Just chiming in that your post matches 100% with what I've heard, seen, and read.
I'll add that it's one thing if some of the best self-motivated students are able to learn just by watching videos, submitting assignments, and seeing their autograde. It's another thing to expect this to work for 95% of the freshman class at Random University. Many will ignore the videos or not mentally engage, muddle through the assignments or cheat. Others won't have the meta-learning skills to identify where they're stuck and resolve the confusion.
So I'm not quite sure what you have in mind when you say "active teaching", but I completely agree at least with "interactive". At least the TA staff hours-per-student has to scale linearly. Professor time probably does too, but as you say, it's managerial.
I'll add that it's one thing if some of the best self-motivated students are able to learn just by watching videos, submitting assignments, and seeing their autograde. It's another thing to expect this to work for 95% of the freshman class at Random University. Many will ignore the videos or not mentally engage, muddle through the assignments or cheat. Others won't have the meta-learning skills to identify where they're stuck and resolve the confusion.
So I'm not quite sure what you have in mind when you say "active teaching", but I completely agree at least with "interactive". At least the TA staff hours-per-student has to scale linearly. Professor time probably does too, but as you say, it's managerial.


> **WORK REQUEST**: Scan the records below and copy every line that contains the string "pixels".

Dataset rows describing interfaces:
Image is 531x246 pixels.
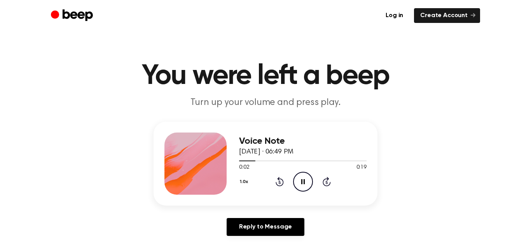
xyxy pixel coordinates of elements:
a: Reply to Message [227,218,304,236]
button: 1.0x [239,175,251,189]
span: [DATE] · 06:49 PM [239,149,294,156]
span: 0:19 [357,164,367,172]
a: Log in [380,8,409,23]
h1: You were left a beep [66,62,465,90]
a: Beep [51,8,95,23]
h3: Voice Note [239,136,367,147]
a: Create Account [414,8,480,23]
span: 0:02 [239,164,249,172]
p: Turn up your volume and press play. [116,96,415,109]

--

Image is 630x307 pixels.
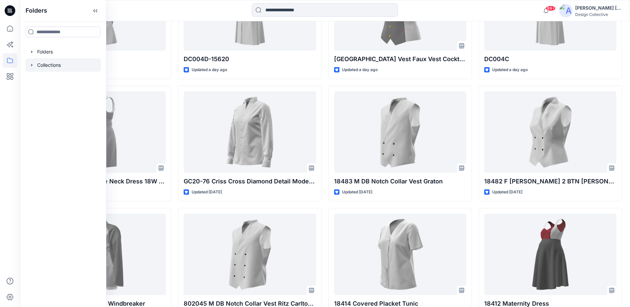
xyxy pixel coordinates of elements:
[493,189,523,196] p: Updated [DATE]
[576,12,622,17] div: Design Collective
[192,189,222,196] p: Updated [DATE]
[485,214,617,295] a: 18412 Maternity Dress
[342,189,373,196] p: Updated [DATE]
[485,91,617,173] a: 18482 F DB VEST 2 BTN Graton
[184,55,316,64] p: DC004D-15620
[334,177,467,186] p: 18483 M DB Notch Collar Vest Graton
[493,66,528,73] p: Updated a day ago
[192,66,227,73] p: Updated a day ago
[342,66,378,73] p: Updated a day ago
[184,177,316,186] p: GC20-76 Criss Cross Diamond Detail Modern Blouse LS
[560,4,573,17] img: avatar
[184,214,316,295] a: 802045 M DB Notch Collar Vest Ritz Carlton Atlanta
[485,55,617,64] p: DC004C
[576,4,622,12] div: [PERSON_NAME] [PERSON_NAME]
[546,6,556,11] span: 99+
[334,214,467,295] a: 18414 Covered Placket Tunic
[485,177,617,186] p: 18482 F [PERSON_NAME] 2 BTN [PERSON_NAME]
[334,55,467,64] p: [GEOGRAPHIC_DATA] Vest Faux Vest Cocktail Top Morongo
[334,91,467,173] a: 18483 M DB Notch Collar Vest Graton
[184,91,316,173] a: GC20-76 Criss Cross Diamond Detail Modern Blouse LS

> **OUTPUT OF THE TASK**:
Image is 531x246 pixels.
Image is 630x307 pixels.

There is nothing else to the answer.